On the occesion of its 30th Anniversary, a lot of critics who could do so, re-evaluated "The Graduate," and down-graded it accordingly. Given the new "reading between the frames," I'd actually up-graded as being far more subtle and wise than the comedy aspects of the film would suggest. Perhaps it's time to pay a visit to Sam Mendes' "Revolutionary Road," as well.

What did "The Bard" say? "You say you want a revolution, well, you know/we'd all love to see the plan..."


"Everybody puts Benjy in the corner:" Dustin Hoffman and Anne Bancroft "Graduating"


* This was the 1960's—the term "cougar" would show up forty years later. Bancroft was only six years older than Hoffman at the time.

** We dissected this scene in "
Don't Make a Scene: The Graduate.

*** "(500) Days of Summer" has a telling scene, he takes her to see "The Graduate" and she ends up sobbing; what he sees as romantic, she sees as frightening, terrifying...and her situation.


Tuesday, November 3, 2009

Enchanted April

"Enchanted April" (Mike Newell, 1992) Peering is what the folks of "Enchanted April" do: myopic George Briggs (Michael Kitchen) peers at Rose Arbuthnot (Miranda Richardson) when he finds that she's musical; Mrs. Fisher (Joan Plowright) peers at Lottie Wilkins (Josie Lawrence) to determine if she's daft or just stupid; socialite Carolyn Dester (Polly Walker) does the same; and Lottie peers at the Mediterranean and wonders if she is in Heaven. Those peerages are taking a second look, a re-appraisal—the sloughing off of first impressions for the new, reflected in the eyes of the re-appraisers, and reflect the entire film of four women who revive themselves at a Portofino castle one April.

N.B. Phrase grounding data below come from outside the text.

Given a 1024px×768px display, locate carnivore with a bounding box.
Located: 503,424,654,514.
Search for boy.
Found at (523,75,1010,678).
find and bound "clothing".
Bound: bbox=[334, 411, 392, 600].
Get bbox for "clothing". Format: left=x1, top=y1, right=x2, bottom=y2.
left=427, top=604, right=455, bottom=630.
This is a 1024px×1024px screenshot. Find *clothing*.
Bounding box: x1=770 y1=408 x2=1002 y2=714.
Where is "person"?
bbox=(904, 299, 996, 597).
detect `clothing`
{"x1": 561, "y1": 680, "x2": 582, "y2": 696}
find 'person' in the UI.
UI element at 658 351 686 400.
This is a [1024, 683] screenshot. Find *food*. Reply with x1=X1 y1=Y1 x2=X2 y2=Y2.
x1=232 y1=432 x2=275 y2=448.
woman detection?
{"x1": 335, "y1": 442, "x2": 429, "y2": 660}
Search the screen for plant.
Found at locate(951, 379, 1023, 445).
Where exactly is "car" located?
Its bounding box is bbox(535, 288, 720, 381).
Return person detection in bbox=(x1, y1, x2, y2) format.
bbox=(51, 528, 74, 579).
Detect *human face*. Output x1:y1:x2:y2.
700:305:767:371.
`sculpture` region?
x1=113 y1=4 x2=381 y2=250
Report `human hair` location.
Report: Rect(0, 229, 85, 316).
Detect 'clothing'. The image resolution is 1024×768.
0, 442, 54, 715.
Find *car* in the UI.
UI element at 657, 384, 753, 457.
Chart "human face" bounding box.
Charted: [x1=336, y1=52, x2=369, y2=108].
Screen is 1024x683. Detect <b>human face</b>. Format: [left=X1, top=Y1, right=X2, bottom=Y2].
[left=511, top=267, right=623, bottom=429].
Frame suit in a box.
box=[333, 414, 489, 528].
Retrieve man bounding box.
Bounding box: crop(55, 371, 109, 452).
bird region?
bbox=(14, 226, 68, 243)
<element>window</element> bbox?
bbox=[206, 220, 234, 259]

Two church-women, Rose and Lottie are tired of the dreary English rain and their dreary English husbands (Alfred Molina, Jim Broadbent) and take a Spring holiday at an Italian villa offering "Wisteria and Silence," an extravagance that is shared with two ladies who answer their own advertisement: an aristocratic fuss-budget steeped in the Romatic poets (Plowright), and a flapper, desperate to escape the fawning attentions of shallow men (Walker). Things do not start off well. The trip from boat via carriage is a bit like the trip to Dracula's castle. Once there, territories are staked, habits dig in and clash—but Lottie experiences an epiphany the moment she opens her windows in the morning. It might be Heaven, which clashes with Rose's religious convictions. It might be a cessation of struggle, from which one can suddenly find oneself. Or it just might be a course-correction for life-journeys that have lost their way.

Whichever it is, it is a respite, a way out of many fogs, and a chance to realize that, so far away, there is no place like home.
A jolly-good life-affirming flick with a pitch-perfect cast.